‘g Man’ Gets First Win! The Rest Of Us Get A Lesson.

In his long, successful angling career Gerald Swindle had won Angler of the Year and finished 2nd a number of times. He had never finished 1st in a Bassmaster sanctioned event. He changed that this week.

Swindle found fish offshore and dragged a Carolina rig – something he has often said he would never do – to pile-up 80 pounds, 13 ounces over 3 days. Swindle’s fish were staging in 5-foot depths. “Fourteen-pound fluorocarbon on top and bottom (of the C-rig) and a trick worm – redbug when the sun was out, junebug when it wasn’t,” said swindle of his tackle. Alternately he used a gold lipless crankbait throughout the week.

So strong was Swindle’s spot that his partner for the day, Marlon Crowder, won the co-angler division when he blew the rest of us away with a 21-pound, 3-fish limit. Hats off to Crowder who fished well, capitalized, and seized a wonderful opportunity.

As for yours truly – I jumped from 11th to 4th (on the co-angler side) on the strength of one fish. If you’re only going to catch one, it needs to be big. Mine was. She weighed 8 pounds, 3 ounces. I decided to swing big on the last day and make a charge at the lead so I threw a 6.5-inch Strike King Shadalicious Swimbait. The big girl swiped at it and missed but I threw right back into the vanishing swirl and she blasted it on top. Swimbaits work best with a light belly weight on the hook to keep them upright and swimming instead of spinning and twisting your line. I also used another trick to help ease the lure through grass and pads – a plastic nose cone with a screwlock attachment similar to a scewlock worm weight. This keeps the soft plastic lure from sliding down the hook and also helps it wedge through cover.

After seeing Crowder’s huge fish I don’t regret my decision to fish for big ones instead of trying to catch a smaller limit with a worm or something. It turns out that the only way I could have won was to connect with two more like the one I caught. So, I am satisfied with the decisions I made all week. Especially on the final day.

My insider’s perspective on this event helped me sharpen my thinking about multiple day tournaments in Florida.

Strategies for winter tournaments in Florida often come down to the question of whether the big females have moved up to spawn. If they are still staging a step deeper, then that’s where the winning stringer swims. If they scatter up onto the flats, then that’s where you need to look for them. Looking became difficult in the high winds of day 3. Down on Kissimmee the biggest bass moved up on day 2 and a handful of guys made huge leaps into the top 12 with those fish. But wind made it tough to control a boat, much less fish on the east side of the lake where many top finishers fished.

“I was catching them offshore,” said Chris Lane who fished Kissimmee. “The big ones moved up and my fish started running smaller.” So shallow fish were hard to target and most of the big ones went shallow.

Bobby Lane mixed sight-fishing with an offshore trap bite to put a ton of pressure on Swindle. Bobby caught at a 9-pounder each day plus a 10-11 and a 9 in the final round.

Toho fish were just a little behind their Kissimmee cousins in the spawning ritual. Offshore concentrations remained strong. Crowder had his 3 before 8a.m. And then Swindle followed suit.

The lesson I take away from this event is that with changeable weather and moving fish, multi-day tournaments in Florida are generally won with offshore fish, and furthermore, the best bet is to find fish that are still in a truly prespawn mode and, therefore, less likely to run up and bed during the event.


| ABOUT THIS TASK |
Look through the records below for the line with "The width and height of the screenshot is (651, 309).". Return that line and each one after it up to and including the line with "Task: Click on the h3: Slim Chickens", exactly.

==============================

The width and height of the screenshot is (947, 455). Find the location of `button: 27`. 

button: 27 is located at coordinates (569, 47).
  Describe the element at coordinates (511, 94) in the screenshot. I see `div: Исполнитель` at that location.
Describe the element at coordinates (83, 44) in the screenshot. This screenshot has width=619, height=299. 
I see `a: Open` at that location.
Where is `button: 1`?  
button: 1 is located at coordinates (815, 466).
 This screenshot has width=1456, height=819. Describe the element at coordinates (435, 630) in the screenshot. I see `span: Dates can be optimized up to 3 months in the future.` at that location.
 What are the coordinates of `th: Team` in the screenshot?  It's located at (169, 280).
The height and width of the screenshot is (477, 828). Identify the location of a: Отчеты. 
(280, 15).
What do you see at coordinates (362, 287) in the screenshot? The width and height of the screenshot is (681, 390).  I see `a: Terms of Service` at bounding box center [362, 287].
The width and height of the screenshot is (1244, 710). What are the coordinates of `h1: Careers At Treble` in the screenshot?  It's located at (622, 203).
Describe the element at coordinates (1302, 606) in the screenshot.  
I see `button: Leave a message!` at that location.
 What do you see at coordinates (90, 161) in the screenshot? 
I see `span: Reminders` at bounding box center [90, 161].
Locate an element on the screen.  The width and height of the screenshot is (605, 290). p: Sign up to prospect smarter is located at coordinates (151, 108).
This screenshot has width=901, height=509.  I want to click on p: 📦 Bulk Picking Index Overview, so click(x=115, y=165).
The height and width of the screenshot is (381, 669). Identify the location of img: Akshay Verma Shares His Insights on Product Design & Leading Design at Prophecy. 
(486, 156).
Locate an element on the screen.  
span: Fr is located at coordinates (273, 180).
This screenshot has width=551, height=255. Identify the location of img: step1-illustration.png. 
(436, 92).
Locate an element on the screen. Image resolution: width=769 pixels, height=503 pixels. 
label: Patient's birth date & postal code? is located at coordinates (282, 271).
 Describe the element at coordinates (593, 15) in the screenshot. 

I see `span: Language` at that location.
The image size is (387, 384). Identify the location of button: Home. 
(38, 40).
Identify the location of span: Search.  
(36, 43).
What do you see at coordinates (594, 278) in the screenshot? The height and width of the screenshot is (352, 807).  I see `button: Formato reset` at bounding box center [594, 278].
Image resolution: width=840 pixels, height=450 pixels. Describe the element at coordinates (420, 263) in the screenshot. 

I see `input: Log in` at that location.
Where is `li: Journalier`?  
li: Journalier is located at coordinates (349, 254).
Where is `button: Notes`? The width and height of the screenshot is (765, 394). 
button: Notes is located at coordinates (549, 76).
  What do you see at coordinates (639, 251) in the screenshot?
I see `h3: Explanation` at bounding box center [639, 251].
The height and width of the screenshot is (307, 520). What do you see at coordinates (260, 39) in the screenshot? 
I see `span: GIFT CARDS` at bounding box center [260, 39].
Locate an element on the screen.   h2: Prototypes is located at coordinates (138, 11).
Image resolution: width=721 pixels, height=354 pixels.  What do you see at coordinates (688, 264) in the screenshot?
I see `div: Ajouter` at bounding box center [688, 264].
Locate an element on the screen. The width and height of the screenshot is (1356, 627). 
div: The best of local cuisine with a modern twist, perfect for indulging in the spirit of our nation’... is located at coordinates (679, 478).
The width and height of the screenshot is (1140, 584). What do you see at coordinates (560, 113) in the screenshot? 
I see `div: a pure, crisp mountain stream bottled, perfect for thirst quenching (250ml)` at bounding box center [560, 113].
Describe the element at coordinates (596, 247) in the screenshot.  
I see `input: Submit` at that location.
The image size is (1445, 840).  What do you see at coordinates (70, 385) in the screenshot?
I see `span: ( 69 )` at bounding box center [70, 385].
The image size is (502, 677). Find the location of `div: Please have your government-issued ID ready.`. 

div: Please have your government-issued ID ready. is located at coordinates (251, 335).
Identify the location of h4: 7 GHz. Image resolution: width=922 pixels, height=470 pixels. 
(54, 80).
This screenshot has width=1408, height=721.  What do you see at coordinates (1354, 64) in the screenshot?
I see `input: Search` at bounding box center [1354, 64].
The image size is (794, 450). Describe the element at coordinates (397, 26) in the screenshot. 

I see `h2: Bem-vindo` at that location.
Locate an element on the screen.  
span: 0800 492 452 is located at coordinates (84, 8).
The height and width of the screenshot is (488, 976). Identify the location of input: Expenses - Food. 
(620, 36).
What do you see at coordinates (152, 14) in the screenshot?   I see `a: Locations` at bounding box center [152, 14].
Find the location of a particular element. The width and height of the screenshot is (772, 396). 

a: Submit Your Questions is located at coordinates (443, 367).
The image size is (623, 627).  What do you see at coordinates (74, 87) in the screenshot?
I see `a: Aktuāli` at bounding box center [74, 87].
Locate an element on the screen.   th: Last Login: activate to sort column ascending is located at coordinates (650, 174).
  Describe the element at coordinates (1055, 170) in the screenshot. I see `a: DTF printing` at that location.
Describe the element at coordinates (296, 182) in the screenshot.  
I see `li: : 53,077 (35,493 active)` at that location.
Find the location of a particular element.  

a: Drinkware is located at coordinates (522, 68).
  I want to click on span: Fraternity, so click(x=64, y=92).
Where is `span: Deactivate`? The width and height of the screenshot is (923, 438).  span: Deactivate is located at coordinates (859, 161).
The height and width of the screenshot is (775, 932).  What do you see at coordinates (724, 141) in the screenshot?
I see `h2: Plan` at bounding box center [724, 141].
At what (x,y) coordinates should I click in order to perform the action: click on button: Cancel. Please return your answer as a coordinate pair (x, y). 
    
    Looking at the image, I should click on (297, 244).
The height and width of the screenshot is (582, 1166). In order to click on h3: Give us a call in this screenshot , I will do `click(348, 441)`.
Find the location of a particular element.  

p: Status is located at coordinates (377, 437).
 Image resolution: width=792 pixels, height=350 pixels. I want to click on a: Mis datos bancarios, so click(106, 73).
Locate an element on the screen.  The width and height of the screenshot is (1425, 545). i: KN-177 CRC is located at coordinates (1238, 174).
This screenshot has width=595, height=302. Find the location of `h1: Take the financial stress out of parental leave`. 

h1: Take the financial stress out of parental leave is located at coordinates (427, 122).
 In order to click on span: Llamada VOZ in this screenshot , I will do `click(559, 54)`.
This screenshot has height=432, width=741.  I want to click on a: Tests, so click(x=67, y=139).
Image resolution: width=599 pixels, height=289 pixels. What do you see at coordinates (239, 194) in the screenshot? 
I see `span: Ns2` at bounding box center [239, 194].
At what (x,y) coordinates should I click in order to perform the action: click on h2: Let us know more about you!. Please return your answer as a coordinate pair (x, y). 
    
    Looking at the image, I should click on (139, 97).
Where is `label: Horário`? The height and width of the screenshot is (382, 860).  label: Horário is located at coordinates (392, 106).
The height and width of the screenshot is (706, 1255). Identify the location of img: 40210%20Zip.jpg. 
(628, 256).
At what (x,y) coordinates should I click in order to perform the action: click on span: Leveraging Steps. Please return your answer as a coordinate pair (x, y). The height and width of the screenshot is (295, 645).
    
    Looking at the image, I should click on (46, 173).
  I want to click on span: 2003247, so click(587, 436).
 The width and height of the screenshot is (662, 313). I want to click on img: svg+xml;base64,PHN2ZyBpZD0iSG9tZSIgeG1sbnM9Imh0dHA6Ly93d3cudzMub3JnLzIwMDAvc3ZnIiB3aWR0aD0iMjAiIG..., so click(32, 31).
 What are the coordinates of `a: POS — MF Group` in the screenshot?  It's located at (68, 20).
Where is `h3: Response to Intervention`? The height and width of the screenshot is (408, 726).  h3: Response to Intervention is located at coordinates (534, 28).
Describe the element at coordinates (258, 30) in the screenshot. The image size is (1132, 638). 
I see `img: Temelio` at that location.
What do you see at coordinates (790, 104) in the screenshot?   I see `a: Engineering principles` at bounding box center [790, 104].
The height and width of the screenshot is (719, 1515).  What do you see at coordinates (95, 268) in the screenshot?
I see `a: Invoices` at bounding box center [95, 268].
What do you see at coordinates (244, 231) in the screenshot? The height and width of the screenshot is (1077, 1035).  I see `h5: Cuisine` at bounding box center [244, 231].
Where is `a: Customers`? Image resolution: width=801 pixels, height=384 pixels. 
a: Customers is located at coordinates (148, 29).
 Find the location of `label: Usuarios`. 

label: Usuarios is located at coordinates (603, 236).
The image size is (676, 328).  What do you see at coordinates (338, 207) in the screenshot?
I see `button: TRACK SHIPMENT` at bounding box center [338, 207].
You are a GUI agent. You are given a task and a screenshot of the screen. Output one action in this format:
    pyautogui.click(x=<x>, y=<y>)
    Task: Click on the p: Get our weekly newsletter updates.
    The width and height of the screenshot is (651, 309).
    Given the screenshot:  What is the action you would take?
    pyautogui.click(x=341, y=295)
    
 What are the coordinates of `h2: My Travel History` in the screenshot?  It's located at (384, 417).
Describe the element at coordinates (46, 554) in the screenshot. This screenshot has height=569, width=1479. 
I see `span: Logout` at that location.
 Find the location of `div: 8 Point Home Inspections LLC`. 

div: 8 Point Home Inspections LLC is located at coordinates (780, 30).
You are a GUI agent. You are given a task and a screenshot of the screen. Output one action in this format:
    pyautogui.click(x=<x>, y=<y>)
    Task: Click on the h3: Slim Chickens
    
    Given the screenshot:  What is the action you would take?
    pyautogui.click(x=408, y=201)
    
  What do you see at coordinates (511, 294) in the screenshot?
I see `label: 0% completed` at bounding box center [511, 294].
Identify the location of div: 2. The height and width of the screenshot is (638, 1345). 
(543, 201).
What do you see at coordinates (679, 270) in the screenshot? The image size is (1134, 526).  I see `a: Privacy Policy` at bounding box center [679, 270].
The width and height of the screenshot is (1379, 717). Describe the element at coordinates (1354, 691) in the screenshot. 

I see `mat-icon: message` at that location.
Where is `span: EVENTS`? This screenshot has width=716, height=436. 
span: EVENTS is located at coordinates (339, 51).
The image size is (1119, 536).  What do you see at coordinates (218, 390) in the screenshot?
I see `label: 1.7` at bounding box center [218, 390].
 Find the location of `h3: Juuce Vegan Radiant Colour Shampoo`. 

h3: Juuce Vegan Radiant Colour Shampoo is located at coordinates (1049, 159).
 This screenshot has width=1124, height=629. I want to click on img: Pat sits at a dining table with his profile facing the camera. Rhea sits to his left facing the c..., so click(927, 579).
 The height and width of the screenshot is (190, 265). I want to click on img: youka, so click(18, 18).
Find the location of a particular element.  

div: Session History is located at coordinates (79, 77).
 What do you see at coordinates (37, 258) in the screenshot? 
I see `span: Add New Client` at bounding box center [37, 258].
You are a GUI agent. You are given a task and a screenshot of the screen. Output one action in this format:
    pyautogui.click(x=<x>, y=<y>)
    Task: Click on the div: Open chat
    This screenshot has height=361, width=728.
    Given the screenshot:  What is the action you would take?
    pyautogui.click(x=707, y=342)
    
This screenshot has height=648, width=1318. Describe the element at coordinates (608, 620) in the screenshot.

==============================

| TASK OUTPUT |
    The width and height of the screenshot is (651, 309).
    Given the screenshot:  What is the action you would take?
    pyautogui.click(x=341, y=295)
    
 What are the coordinates of `h2: My Travel History` in the screenshot?  It's located at (384, 417).
Describe the element at coordinates (46, 554) in the screenshot. This screenshot has height=569, width=1479. 
I see `span: Logout` at that location.
 Find the location of `div: 8 Point Home Inspections LLC`. 

div: 8 Point Home Inspections LLC is located at coordinates (780, 30).
You are a GUI agent. You are given a task and a screenshot of the screen. Output one action in this format:
    pyautogui.click(x=<x>, y=<y>)
    Task: Click on the h3: Slim Chickens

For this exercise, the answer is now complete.